By LAWSON TAITTE / The Dallas Morning News

Conflict. Conflict. Conflict. That's what teachers tell budding playwrights to build their plots around. The three writers whose one-acts make up "Two Rooms & a Big Place" have obviously taken the advice.

In Jason Stuart's Elephant Room, a man confronts the friend he believes is having an affair with his wife. In Steve Spehar's The Frontier, the last two gunfighters in the world shoot it out. In Michael Allegra's Coffee Room, a sadistic boss announces to his four employees he's going to fire one by the end of the day - and the maneuvering begins.

Audacity Productions opened the trio Thursday at the Bath House Cultural Center - in a small room behind the art gallery, not in the theater space. The audience got shooed out during the intermissions so that the performing area could be rearranged for each play.

Mr. Stuart, the only local of the three playwrights, has won some prizes for his work. Elephant Room, though, is the slightest piece on the program. Accuser and accused interrupt each other to analyze and criticize each other's language and strategies.
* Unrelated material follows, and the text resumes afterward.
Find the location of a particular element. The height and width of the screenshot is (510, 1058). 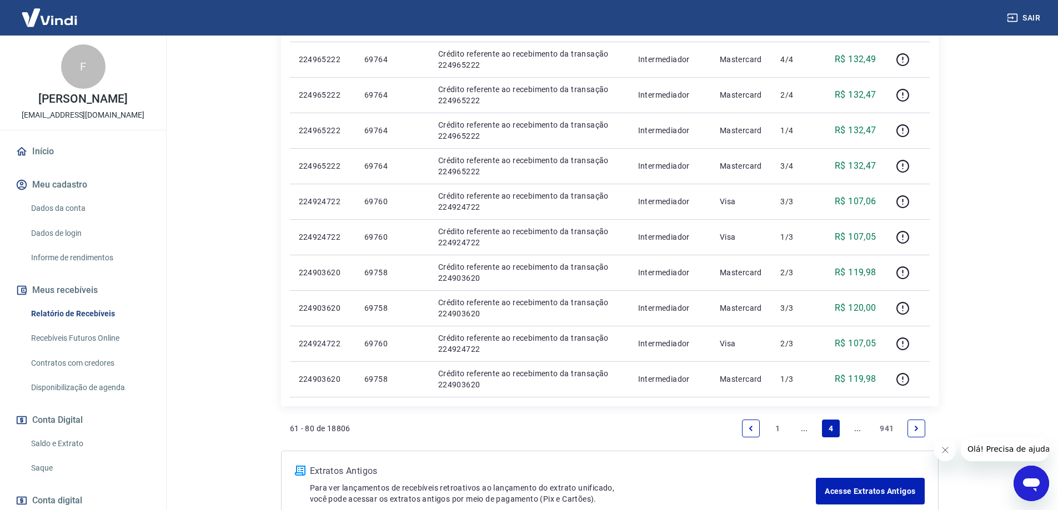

A cabaret singer somehow gets involved in their imbroglio. You might call the script postmodern.

The Frontier doesn't take itself too seriously, either. Still, it's a lot of fun and it has some resonance. Brendan Ahern adopts a wonderfully silly Western drawl in which to deliver his macho lines. Jason Magee counters with a tip of his cowboy hat and a smirk. The ending becomes a bit predictable, but a critic mustn't give away whether the audience ever learns why the two actors are dressed in nothing except elaborate diapers and cowboy boots.

Coffee Room is a more substantial piece of writing. The four workers - book editors, actually - have diverging and believable personalities. The actors (Beauen Bogner, Mr. Magee, Valerie Hauss-Smith and Brad McEntire) achieve a nicely detailed naturalistic style with the help of director Vikas Adam. At first it seems as though Mr. Adam and the actor who plays the boss, Tim Shane, have made the role too melodramatically villainous. But the script does support the interpretation.

Samantha Tella directed Elephant Room, Mr. McEntire The Frontier.

"Two Rooms & a Big Place," presented by Audacity Productions at the Bath House Cultural Center, 521 E. Lawther Drive at Northcliff, Tuesdays through Saturdays through Jan. 26. Tickets $12. Call 214-731-8650, or go to www.audacityproductions.org.